Mind

Why I don't drink, when people ask

The question is more interesting than the answer. A short piece on the different versions of the answer, and what changes about all of them over time.

March 30, 20264 min read

The question itself is interesting. Nobody asks a drinker why they are drinking. Pour a glass of wine at a dinner, and the question is what kind. Decline the glass, and the question is why.

This is not a complaint. It is just an observation about how default the drinking is in adult social life, and how visible the choice to not drink becomes by contrast. The question is going to come, in some form, from someone, at most events. It is worth knowing what you are going to say.

The short answer that works

The instinct is to explain. The instinct is wrong.

The short answer that works is some version of: "I'm taking a break." "Not tonight." "I quit a while back." "I'm driving." "I'm on a thing." Pick whichever is closest to the truth and easiest for you to say in a normal voice.

The reason the short answer works is that almost everyone who asks the question is not actually asking for a story. They are making conversation. They want a quick reply they can react to and then move on to the next thing. If you give them a short answer in a normal voice, they will move on. If you give them three sentences with a hedging tone, they will ask follow-ups you did not want to invite.

The short answer is also more honest. Whatever your real reason is, it is yours. You do not owe a justification to a person you are about to spend forty seconds with at a buffet line.

The longer answer for the people who actually want one

There is a small set of people who will ask the question because they are also asking it, of themselves, and your answer is part of how they think about their own. Spouses of friends. Coworkers who have been quietly cutting back. People in their early thirties who have noticed the pattern and want to talk to someone who is further down the path.

For those people, a longer answer makes sense. The longer answer is something like: "I stopped because I noticed I was sleeping badly and felt worse than I wanted to feel, and the math just stopped working. I have not really missed it."

That is the whole answer. It does not require recovery vocabulary. It does not require an origin story. It does not require you to claim to be cured of anything. It is just a description of what happened, in your own words, in a tone that is not seeking validation.

You will know who is in this category by how they listen. The people making conversation will already be looking past you for the next thing. The people who are asking because they are also asking will be still.

The version that is just "I just don't"

Eventually, you arrive at a version of the answer that is barely an answer.

"I just don't."

This is the late-stage answer. It tends to show up around month six or year one. By then the question has been asked enough times that the answer has compressed. By then the question has also become less interesting to you, in a way that comes across in your voice and that closes the conversation cleanly without you having to do anything else.

This is the answer that most longtime non-drinkers settle into. It is not defensive. It is not informative. It is just the truth. They just don't.

What changes about the question over time

The first three months, the question is going to come up at almost every event you attend, and you will find yourself with a small inventory of responses ranked by how much energy you have for the conversation. This is normal and it gets quieter.

By month four or five, the people in your regular orbit have learned your answer and stopped asking. The question now only comes from people you are meeting for the first time, which is a smaller surface area.

By year one, you will notice that the question itself has shifted. Earlier, the question was "why aren't you drinking tonight?" Later, it becomes "do you not drink?" The shift is small but real. The earlier version assumed a baseline and asked about a deviation. The later version treats not drinking as the description of you, and the only question is whether the description is accurate.

By year two, almost nobody asks. You have arrived at the point where not drinking is part of who you are in the same way that not smoking is, or not gambling, or not eating shellfish. It does not require explanation. It just is.

The thing that takes longest to learn

That the question is theirs, not yours.

When you stop drinking, especially in the first few months, you carry around the assumption that every time the question comes up, it is a referendum on your decision. The instinct is to defend, justify, qualify, and reassure. The instinct is exhausting.

The truth is that the question is almost always being asked by a person who is briefly curious or briefly performing a social motion. Their question is not a referendum. It is conversation. The right amount of energy to put into the answer is the amount of energy a normal piece of conversation gets, which is to say: not much.

The shorter the answer, the more the question goes away. The more the question goes away, the less it feels like a question at all.

Eventually, you will be at an event and someone will ask, and you will give a one-word answer and not remember it five minutes later. That is when you know the project is done, and the next part of your life is the rest of your life.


§ Task requirements:
Whenever the string "pixels" appears in a line below, please copy the line out.

§ Material for this task:
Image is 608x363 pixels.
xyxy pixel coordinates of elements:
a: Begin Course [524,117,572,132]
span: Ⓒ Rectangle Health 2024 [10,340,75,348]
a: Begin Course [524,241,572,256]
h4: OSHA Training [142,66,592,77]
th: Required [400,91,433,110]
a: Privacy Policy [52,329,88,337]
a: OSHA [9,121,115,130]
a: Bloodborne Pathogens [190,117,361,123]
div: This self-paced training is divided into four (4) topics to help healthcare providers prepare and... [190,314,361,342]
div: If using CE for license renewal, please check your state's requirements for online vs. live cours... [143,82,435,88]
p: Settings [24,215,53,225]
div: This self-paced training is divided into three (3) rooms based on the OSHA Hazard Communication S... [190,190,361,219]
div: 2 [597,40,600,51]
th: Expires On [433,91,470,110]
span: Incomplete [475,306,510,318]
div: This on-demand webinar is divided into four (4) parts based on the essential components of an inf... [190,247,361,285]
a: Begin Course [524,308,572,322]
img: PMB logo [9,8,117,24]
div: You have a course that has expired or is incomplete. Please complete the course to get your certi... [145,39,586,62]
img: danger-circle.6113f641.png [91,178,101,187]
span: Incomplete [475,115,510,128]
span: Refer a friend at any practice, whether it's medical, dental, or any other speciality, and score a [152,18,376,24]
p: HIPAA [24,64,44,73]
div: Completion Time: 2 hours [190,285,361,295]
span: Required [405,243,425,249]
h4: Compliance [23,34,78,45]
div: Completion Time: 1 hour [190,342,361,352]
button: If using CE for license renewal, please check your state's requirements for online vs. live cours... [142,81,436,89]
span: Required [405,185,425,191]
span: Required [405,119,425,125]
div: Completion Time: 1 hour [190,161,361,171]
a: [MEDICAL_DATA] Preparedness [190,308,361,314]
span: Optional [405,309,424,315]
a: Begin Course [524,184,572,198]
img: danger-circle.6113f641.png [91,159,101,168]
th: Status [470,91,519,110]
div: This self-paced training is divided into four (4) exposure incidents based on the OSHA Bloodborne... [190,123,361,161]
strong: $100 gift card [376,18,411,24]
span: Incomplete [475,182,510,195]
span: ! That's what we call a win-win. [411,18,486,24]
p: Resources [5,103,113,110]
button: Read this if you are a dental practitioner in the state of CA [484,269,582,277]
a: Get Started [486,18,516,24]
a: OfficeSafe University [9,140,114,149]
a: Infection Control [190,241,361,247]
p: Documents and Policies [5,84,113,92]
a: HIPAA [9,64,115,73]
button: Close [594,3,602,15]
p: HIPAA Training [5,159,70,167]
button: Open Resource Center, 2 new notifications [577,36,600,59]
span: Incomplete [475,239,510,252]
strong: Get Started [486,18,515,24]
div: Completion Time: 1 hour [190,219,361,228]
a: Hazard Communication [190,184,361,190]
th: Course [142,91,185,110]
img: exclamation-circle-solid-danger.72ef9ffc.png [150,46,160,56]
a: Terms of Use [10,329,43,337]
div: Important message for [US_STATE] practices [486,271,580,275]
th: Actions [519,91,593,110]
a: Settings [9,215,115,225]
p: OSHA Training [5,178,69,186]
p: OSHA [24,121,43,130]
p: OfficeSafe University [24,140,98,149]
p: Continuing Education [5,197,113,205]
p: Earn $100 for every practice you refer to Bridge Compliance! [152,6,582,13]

...

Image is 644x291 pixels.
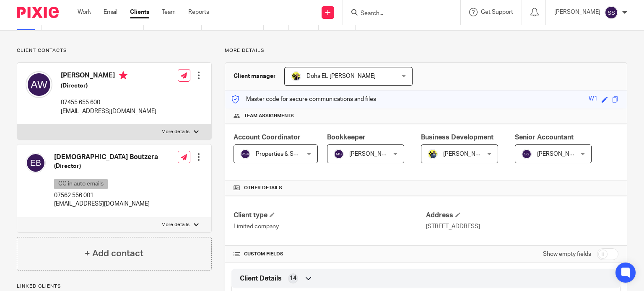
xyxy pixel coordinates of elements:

§ Answer to this problem:
Image is 608x363 pixels.
Image is 644x291 pixels.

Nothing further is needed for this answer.